Art, Arts & Entertainment

Concordia Art History Undergraduate Journal hosts conference on art in a mobile age

On Feb. 16 and 17, Concordia’s Art History Undergraduate Journal (CUJAH) hosted their eighth annual conference, Dislocation: Art in a Mobile Age. The discussions focused on locality in art, drawing on issues of representation and mobility. The conference explored how artists claim spaces for production and exhibition. Guest speakers included Concordia students, artists, academics, workshop facilitators, and McGill Professor Charmaine A. Nelson, whose research focuses on black Canadian Studies in the Department of Art History.

In collaboration with CUJAH, The Fine Arts Students Alliance at Concordia (FASA) hosted a panel about redefining and creating spaces for artistic expression in the digital age. Guests discussed pushing the boundaries of a physical gallery space, and how they plan to move toward virtual mediums to present art.

The panel included speakers whose expertise extends beyond the confines of traditional institutions, including digital content creators and dance workshop facilitators. The FASA talk epitomized a new age in art and technology, bringing in creators who use a range of forms, including Google Maps, wearable computing, tech education, and sound and space research.

Lucas LaRochelle, founder of Queering the Map, discussed their storytelling platform and how it acts as a living archive of queer experience and collective memory. Queering the Map is a community-generated mapping project that geolocates queer moments and memories in physical, public spaces, offering queer people the opportunity to document their own experiences. LaRochelle’s mapping project, which started in early 2017, has over 15,000 documented moments in Canada, the U.S., and Australia, and is expanding globally. LaRochelle started the project to examine the relationship between space and memory.

“I was thinking about the multiplicity of feeling that is held in particular locations and what it means for me in relation to that place and what it would feel like to move in a world that was animated by the multiplicity of how people experience space,” LaRochelle said.

Florence Yee, a queer Toronto and Montreal-based artist, also spoke on the panel. Yee’s textile projects use text to reflect their experiences as a diasporic Cantonese person living in Montreal and the tensions that come with trying to express their culture and sexuality within the confines of white institutions. Drawing inspiration from their Cantonese-Canadian history, Yee examines the daily life of individuals in the diaspora through the lens of gender, race, and language. Yee noted the inclusion of their art in galleries as a reclamation of traditionally white, male-dominated spaces.

Nelson was the keynote speaker for CUJAH’s conference, where she presented her research on fugitive slave advertisements in the eighteenth and nineteenth centuries. Her talk focused on newspaper advertisements for slaves mainly in Nova Scotia, Quebec, and Jamaica and aimed to shed light on slavery in Canada.

“Found throughout the transatlantic world, fugitive slave advertisements demonstrate the ubiquity of African resistance to slavery,” Nelson writes. “Recalling fugitive slave advertisements as a form of visual culture, this presentation positions them as one part of the colonial infrastructure and network, including slave owners, printers, and jailers, that sustained the racialized distinction between free and unfree populations.”

CUJAH’s weekend-long conference reaffirmed why space matters when discussing the production and display of art. Although the artists, creators, and academics who attended came from diverse professional backgrounds, all of the speakers were keen to pave the way for the future of art.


_Exercise details_.
Return the data below in full, matching every line exactly.

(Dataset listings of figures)
=====

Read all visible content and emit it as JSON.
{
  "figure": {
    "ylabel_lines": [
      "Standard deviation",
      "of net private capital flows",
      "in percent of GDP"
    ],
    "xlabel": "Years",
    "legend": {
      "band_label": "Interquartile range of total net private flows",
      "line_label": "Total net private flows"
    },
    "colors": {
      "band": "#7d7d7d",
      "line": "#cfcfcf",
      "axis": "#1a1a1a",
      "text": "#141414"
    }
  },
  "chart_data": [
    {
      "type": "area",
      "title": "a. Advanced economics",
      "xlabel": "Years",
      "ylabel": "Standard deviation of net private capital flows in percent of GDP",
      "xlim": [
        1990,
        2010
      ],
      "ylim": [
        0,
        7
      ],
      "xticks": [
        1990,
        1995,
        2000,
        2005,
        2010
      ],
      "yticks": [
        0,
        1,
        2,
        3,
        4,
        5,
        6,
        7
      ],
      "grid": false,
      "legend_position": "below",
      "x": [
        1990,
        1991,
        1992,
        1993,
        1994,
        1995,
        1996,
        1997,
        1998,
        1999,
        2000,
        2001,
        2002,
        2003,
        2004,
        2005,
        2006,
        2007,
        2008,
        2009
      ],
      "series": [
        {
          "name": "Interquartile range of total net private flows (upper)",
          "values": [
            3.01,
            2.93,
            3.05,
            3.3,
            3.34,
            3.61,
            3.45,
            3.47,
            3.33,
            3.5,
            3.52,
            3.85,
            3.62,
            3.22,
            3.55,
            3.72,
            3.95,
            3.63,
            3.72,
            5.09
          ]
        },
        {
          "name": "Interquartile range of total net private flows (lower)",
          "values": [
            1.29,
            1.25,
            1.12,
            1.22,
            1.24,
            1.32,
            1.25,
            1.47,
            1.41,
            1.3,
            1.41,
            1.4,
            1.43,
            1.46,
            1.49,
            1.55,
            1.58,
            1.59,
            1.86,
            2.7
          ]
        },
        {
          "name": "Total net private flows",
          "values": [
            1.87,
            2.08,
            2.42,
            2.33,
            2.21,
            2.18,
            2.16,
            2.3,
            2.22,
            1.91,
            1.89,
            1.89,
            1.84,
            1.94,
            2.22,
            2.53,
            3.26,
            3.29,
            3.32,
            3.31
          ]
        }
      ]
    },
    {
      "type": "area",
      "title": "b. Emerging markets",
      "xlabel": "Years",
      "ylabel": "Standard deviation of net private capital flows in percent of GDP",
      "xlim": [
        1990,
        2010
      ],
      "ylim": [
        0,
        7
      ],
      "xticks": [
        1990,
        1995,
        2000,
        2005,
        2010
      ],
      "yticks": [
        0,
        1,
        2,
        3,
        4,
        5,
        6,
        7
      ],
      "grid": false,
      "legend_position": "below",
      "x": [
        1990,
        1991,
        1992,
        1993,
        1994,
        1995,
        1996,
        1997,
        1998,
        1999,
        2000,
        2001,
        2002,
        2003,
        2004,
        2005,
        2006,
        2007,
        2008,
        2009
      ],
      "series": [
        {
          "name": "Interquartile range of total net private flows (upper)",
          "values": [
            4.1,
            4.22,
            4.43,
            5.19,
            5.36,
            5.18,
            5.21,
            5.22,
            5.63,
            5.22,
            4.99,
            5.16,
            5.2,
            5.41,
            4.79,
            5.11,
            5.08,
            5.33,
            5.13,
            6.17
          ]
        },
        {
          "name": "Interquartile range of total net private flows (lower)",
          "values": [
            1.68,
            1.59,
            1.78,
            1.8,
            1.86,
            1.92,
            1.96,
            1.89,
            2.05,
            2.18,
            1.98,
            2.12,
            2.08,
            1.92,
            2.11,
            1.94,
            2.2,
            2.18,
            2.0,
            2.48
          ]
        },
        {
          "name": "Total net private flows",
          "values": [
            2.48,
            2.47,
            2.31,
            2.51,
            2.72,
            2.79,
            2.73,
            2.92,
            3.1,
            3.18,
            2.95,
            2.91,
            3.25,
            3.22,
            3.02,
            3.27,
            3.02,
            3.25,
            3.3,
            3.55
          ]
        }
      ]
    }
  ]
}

=====

_The answer_.
Read all visible content and emit it as JSON.
{
  "figure": {
    "ylabel_lines": [
      "Standard deviation",
      "of net private capital flows",
      "in percent of GDP"
    ],
    "xlabel": "Years",
    "legend": {
      "band_label": "Interquartile range of total net private flows",
      "line_label": "Total net private flows"
    },
    "colors": {
      "band": "#7d7d7d",
      "line": "#cfcfcf",
      "axis": "#1a1a1a",
      "text": "#141414"
    }
  },
  "chart_data": [
    {
      "type": "area",
      "title": "a. Advanced economics",
      "xlabel": "Years",
      "ylabel": "Standard deviation of net private capital flows in percent of GDP",
      "xlim": [
        1990,
        2010
      ],
      "ylim": [
        0,
        7
      ],
      "xticks": [
        1990,
        1995,
        2000,
        2005,
        2010
      ],
      "yticks": [
        0,
        1,
        2,
        3,
        4,
        5,
        6,
        7
      ],
      "grid": false,
      "legend_position": "below",
      "x": [
        1990,
        1991,
        1992,
        1993,
        1994,
        1995,
        1996,
        1997,
        1998,
        1999,
        2000,
        2001,
        2002,
        2003,
        2004,
        2005,
        2006,
        2007,
        2008,
        2009
      ],
      "series": [
        {
          "name": "Interquartile range of total net private flows (upper)",
          "values": [
            3.01,
            2.93,
            3.05,
            3.3,
            3.34,
            3.61,
            3.45,
            3.47,
            3.33,
            3.5,
            3.52,
            3.85,
            3.62,
            3.22,
            3.55,
            3.72,
            3.95,
            3.63,
            3.72,
            5.09
          ]
        },
        {
          "name": "Interquartile range of total net private flows (lower)",
          "values": [
            1.29,
            1.25,
            1.12,
            1.22,
            1.24,
            1.32,
            1.25,
            1.47,
            1.41,
            1.3,
            1.41,
            1.4,
            1.43,
            1.46,
            1.49,
            1.55,
            1.58,
            1.59,
            1.86,
            2.7
          ]
        },
        {
          "name": "Total net private flows",
          "values": [
            1.87,
            2.08,
            2.42,
            2.33,
            2.21,
            2.18,
            2.16,
            2.3,
            2.22,
            1.91,
            1.89,
            1.89,
            1.84,
            1.94,
            2.22,
            2.53,
            3.26,
            3.29,
            3.32,
            3.31
          ]
        }
      ]
    },
    {
      "type": "area",
      "title": "b. Emerging markets",
      "xlabel": "Years",
      "ylabel": "Standard deviation of net private capital flows in percent of GDP",
      "xlim": [
        1990,
        2010
      ],
      "ylim": [
        0,
        7
      ],
      "xticks": [
        1990,
        1995,
        2000,
        2005,
        2010
      ],
      "yticks": [
        0,
        1,
        2,
        3,
        4,
        5,
        6,
        7
      ],
      "grid": false,
      "legend_position": "below",
      "x": [
        1990,
        1991,
        1992,
        1993,
        1994,
        1995,
        1996,
        1997,
        1998,
        1999,
        2000,
        2001,
        2002,
        2003,
        2004,
        2005,
        2006,
        2007,
        2008,
        2009
      ],
      "series": [
        {
          "name": "Interquartile range of total net private flows (upper)",
          "values": [
            4.1,
            4.22,
            4.43,
            5.19,
            5.36,
            5.18,
            5.21,
            5.22,
            5.63,
            5.22,
            4.99,
            5.16,
            5.2,
            5.41,
            4.79,
            5.11,
            5.08,
            5.33,
            5.13,
            6.17
          ]
        },
        {
          "name": "Interquartile range of total net private flows (lower)",
          "values": [
            1.68,
            1.59,
            1.78,
            1.8,
            1.86,
            1.92,
            1.96,
            1.89,
            2.05,
            2.18,
            1.98,
            2.12,
            2.08,
            1.92,
            2.11,
            1.94,
            2.2,
            2.18,
            2.0,
            2.48
          ]
        },
        {
          "name": "Total net private flows",
          "values": [
            2.48,
            2.47,
            2.31,
            2.51,
            2.72,
            2.79,
            2.73,
            2.92,
            3.1,
            3.18,
            2.95,
            2.91,
            3.25,
            3.22,
            3.02,
            3.27,
            3.02,
            3.25,
            3.3,
            3.55
          ]
        }
      ]
    }
  ]
}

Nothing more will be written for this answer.